By Casey Liss
 

From the this-may-only-be-useful-to-me department, I recently did the stereotypical programmer thing. I procrastinated from doing what I should be doing by instead automating something that bothered me.

One of the many perks of SwiftUI is how easy it is to preview your designs/layouts. In fact, you can even do so across multiple devices:

struct SomeView: View {
    var body: some View {
        Text("Hello, world")
    }
}

struct SomeViewPreviews: PreviewProvider {
    static var previews: some View {
        Group {
            SomeView()
                .previewProvider("iPhone 13 Pro")
            SomeView()
                .previewProvider("iPhone SE (2nd generation)")
        }
    }
}

The above code would present you with two renders of SomeView: one shown on an iPhone 13 Pro, and one on an iPhone SE.

The problem with this, however, is you need to know the exact right incantation of device name in order to please Xcode/SwiftUI. For some devices, like iPhone 13 Pro, that’s pretty straightforward. For others, like iPhone SE (2nd generation), it’s less so.

The good news is, you can get a list of installed simulators on your machine using this command:

xcrun simctl list devices available

It occurred to me, if I can easily query Xcode for the list of installed simulators, surely I can then convert that list into a Swift enum or equivalent that I can use from my code? Hell, I can even auto-generate this enum every time I build, in order to make sure I always have the latest-and-greatest list for my particular machine available.

Enter installed-simulators. It’s a small Swift command-line app that does exactly that. When run, without any parameters, it spits out a file called Simulators.swift. That file looks like this:

import SwiftUI

enum Simulator {
    static let iPhone8 = PreviewDevice(rawValue: "iPhone 8")
    static let iPhone8Plus = PreviewDevice(rawValue: "iPhone 8 Plus")
    /* ...and so on, and so on... */
}

That makes it super easy to test your SwiftUI views by device, without having to worry about the precisely correct name of the device you’re thinking of:

struct SomeViewPreviews: PreviewProvider {
    static var previews: some View {
        Group {
            SomeView()
                .previewProvider(Simulator.iPhone13Pro)
            SomeView()
                .previewProvider(Simulator.iPhoneSE2ndgeneration)
        }
    }
}

Naturally, I prefer this over the alternative.

Since I’m so used to wielding a hammer, I wrote this as a Swift command-line app rather than a Perl script. Sorry, John. Also, I know effectively nothing about releasing apps of any sort for macOS, so goodness knows if this will work on anyone else’s desk but mine.

Nevertheless, I’ve open-sourced it, and you can find it — as well as some more robust instructions — over at Github.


Task goal
Below are some records; output exactly the lines from the line with "Task: Click on the span: A" to the line with "In order to click on td: 00:54", both ends kept, and nothing more.

___ Information supplied

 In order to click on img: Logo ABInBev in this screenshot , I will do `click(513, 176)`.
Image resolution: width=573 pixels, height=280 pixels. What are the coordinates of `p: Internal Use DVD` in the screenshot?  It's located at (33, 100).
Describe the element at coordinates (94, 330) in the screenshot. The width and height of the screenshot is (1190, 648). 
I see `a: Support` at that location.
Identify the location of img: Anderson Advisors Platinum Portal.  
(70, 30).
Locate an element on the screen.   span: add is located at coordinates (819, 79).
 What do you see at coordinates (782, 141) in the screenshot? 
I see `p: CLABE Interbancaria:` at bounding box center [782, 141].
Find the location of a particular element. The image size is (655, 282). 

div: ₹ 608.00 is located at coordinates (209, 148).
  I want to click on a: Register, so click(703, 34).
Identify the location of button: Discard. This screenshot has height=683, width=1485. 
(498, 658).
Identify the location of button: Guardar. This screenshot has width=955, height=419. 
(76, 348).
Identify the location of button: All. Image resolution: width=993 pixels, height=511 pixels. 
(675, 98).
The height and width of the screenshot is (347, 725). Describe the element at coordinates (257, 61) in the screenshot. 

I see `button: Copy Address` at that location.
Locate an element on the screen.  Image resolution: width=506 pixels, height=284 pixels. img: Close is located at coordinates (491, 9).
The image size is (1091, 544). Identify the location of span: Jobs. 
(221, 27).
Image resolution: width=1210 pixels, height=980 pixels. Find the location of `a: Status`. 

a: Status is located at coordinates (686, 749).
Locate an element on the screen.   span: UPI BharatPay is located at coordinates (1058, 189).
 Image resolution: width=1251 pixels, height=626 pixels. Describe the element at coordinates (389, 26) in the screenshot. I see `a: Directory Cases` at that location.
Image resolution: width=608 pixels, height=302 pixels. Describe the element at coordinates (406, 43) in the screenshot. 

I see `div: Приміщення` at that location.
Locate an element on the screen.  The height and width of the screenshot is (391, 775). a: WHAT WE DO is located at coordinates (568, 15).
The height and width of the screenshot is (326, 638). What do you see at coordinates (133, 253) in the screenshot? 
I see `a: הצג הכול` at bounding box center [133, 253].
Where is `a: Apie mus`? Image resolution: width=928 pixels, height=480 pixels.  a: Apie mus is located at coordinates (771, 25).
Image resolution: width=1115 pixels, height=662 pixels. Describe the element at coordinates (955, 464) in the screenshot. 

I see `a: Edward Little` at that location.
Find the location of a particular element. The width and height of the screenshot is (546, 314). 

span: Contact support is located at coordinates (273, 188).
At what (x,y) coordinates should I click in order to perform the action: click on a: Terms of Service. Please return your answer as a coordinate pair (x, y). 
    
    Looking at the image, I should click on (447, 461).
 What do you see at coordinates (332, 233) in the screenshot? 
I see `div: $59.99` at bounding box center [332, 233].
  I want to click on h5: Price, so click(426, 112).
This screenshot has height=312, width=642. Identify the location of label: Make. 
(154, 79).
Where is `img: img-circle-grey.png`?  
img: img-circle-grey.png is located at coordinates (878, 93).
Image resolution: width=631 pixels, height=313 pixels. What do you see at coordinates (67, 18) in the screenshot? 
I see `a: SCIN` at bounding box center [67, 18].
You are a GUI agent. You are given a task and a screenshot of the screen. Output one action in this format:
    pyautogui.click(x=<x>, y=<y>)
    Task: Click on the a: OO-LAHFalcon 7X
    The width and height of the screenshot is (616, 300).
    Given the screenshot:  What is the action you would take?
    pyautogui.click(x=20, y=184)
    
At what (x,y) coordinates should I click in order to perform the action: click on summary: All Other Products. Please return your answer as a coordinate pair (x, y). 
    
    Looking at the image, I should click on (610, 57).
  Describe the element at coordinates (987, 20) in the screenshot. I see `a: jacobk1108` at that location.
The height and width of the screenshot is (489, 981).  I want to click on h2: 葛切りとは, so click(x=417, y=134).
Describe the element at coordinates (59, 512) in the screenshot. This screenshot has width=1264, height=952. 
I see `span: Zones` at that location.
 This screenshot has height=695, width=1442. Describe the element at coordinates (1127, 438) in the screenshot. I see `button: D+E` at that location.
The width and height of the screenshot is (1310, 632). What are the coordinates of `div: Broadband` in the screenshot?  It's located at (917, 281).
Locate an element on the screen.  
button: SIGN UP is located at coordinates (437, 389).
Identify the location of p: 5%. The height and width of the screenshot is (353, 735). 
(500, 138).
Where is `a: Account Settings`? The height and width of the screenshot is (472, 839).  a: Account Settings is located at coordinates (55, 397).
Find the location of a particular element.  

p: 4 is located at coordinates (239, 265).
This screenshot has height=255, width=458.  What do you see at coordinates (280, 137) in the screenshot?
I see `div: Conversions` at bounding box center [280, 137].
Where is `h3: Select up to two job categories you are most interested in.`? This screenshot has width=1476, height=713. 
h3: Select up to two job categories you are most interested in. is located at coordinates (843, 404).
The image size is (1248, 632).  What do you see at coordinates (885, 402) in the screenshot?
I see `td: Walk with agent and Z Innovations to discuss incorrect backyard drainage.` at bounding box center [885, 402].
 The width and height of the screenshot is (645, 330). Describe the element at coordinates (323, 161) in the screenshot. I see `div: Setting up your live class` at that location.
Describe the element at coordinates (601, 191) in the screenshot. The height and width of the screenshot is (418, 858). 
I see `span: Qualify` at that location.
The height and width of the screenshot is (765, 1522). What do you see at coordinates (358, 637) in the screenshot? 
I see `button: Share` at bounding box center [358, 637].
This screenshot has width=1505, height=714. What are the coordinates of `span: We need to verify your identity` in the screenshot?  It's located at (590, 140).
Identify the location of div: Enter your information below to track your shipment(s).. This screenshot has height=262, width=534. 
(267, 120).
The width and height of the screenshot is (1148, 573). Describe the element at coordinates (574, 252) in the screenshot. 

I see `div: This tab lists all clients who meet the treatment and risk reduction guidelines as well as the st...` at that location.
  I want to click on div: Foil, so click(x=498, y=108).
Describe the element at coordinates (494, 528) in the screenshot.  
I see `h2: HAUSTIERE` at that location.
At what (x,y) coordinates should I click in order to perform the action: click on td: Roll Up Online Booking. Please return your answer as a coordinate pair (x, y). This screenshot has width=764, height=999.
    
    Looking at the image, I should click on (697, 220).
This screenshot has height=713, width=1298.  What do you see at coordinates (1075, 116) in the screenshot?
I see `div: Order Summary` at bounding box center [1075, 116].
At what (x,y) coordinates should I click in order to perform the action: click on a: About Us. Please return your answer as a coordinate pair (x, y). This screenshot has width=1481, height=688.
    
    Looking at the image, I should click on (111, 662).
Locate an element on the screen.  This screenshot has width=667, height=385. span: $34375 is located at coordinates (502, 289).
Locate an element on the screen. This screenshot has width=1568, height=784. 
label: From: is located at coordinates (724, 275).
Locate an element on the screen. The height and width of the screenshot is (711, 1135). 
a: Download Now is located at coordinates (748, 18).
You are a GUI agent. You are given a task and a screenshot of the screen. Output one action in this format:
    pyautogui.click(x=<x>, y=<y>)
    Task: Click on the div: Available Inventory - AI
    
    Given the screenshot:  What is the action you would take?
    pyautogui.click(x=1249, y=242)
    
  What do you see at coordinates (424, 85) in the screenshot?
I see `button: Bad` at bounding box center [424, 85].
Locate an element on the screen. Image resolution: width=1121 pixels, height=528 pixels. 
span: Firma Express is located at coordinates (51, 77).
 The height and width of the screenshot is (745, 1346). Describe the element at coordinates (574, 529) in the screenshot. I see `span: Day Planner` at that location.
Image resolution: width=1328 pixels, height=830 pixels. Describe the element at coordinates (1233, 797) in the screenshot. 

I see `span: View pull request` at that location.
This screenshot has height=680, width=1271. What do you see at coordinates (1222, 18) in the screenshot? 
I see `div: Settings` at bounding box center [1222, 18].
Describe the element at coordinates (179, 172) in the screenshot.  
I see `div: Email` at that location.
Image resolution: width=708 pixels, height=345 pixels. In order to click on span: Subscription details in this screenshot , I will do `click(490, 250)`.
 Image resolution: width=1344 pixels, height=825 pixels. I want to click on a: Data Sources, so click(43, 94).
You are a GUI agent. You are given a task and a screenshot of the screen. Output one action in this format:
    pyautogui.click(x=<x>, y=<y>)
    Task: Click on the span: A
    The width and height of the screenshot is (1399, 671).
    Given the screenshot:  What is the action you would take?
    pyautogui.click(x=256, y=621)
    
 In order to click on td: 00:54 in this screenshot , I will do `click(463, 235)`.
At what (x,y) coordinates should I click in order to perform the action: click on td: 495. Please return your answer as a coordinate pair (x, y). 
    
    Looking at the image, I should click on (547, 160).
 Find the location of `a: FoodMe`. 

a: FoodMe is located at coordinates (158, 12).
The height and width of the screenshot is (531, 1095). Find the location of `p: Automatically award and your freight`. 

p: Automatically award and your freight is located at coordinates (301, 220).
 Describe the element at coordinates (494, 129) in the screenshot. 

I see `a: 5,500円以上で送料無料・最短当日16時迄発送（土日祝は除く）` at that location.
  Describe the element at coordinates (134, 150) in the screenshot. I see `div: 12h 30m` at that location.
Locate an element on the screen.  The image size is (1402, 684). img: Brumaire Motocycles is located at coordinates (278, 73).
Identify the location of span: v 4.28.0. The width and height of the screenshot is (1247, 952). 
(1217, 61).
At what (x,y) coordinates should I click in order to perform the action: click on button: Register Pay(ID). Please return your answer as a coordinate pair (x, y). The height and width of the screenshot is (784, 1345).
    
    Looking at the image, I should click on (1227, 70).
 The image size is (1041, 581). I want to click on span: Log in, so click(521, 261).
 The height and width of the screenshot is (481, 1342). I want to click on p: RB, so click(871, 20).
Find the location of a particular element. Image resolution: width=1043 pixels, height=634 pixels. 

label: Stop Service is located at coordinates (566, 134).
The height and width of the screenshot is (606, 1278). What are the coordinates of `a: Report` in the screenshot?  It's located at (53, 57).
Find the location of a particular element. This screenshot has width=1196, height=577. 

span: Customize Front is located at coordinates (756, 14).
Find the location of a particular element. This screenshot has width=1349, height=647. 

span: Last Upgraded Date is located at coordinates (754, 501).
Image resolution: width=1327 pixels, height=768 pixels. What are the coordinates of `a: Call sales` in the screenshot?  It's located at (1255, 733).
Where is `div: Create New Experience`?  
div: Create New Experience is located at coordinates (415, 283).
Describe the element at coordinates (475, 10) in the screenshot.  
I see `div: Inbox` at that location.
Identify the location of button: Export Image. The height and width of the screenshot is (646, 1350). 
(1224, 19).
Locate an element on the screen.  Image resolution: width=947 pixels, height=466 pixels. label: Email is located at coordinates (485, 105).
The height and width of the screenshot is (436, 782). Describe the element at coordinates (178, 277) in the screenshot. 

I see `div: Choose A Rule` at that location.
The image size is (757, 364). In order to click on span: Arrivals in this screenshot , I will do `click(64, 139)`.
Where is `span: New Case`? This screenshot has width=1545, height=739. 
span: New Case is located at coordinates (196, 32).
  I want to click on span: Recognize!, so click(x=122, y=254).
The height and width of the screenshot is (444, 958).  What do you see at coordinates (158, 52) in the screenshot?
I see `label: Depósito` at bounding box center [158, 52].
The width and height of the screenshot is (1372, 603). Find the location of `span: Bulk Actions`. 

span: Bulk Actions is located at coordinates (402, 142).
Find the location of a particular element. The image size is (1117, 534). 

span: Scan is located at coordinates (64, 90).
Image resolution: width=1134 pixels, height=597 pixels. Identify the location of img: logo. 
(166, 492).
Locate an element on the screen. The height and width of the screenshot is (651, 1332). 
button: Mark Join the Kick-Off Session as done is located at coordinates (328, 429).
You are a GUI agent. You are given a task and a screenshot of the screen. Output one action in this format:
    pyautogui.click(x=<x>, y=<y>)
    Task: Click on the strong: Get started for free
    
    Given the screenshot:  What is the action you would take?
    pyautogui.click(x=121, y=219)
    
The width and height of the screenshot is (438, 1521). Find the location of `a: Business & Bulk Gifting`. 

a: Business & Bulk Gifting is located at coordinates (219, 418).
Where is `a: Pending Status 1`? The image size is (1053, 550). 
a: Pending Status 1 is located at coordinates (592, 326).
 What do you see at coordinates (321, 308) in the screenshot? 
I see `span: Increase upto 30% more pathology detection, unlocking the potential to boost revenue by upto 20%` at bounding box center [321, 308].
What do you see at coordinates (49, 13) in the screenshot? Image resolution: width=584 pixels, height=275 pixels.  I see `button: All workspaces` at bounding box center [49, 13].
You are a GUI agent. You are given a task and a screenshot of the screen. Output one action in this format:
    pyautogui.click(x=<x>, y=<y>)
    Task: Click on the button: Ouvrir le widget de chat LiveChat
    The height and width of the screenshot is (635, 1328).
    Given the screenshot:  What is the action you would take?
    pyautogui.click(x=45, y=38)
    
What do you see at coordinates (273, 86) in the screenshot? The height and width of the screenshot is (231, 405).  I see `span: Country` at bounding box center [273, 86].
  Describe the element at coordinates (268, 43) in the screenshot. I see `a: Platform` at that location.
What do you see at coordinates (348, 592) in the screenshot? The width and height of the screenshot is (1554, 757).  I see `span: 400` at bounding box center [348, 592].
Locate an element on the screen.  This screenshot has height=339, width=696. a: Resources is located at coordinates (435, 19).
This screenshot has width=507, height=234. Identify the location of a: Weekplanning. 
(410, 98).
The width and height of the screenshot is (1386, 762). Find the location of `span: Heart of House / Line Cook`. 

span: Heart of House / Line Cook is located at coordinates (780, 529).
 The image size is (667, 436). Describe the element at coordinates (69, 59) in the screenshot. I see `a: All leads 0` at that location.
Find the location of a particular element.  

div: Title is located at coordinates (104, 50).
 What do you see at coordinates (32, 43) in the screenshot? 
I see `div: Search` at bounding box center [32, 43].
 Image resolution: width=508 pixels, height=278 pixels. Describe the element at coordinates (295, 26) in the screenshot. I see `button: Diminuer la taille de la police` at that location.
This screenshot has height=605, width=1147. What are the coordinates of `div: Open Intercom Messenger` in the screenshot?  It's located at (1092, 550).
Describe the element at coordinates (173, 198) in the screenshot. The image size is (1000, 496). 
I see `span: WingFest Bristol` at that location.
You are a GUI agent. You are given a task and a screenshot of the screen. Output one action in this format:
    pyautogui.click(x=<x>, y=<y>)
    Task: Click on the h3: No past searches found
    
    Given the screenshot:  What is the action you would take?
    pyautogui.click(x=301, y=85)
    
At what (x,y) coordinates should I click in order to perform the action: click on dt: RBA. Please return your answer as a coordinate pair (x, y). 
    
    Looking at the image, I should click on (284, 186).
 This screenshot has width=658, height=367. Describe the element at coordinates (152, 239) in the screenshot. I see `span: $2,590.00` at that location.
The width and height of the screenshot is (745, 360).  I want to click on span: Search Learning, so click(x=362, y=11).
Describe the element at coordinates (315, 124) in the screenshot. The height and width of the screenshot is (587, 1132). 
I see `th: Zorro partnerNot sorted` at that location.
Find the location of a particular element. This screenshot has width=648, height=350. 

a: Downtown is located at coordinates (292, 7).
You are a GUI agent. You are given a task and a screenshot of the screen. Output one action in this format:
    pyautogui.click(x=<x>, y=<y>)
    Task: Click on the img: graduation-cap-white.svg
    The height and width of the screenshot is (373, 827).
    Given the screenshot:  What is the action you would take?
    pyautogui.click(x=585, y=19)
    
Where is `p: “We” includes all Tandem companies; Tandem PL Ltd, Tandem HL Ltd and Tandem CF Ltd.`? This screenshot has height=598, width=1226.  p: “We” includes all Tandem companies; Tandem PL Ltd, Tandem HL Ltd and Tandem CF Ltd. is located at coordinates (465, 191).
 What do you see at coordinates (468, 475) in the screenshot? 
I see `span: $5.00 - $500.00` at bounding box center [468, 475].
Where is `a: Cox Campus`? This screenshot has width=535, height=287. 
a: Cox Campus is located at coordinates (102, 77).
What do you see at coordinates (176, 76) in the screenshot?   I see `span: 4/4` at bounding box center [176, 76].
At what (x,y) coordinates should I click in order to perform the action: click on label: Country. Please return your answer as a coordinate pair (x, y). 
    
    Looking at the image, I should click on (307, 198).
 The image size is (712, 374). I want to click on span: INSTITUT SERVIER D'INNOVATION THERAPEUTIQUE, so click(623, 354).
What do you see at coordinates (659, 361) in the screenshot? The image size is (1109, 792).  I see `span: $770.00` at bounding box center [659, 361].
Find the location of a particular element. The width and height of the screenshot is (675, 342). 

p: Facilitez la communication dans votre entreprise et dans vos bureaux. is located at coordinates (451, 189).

______

Exercise output
    Task: Click on the span: A
    The width and height of the screenshot is (1399, 671).
    Given the screenshot:  What is the action you would take?
    pyautogui.click(x=256, y=621)
    
 In order to click on td: 00:54 in this screenshot , I will do `click(463, 235)`.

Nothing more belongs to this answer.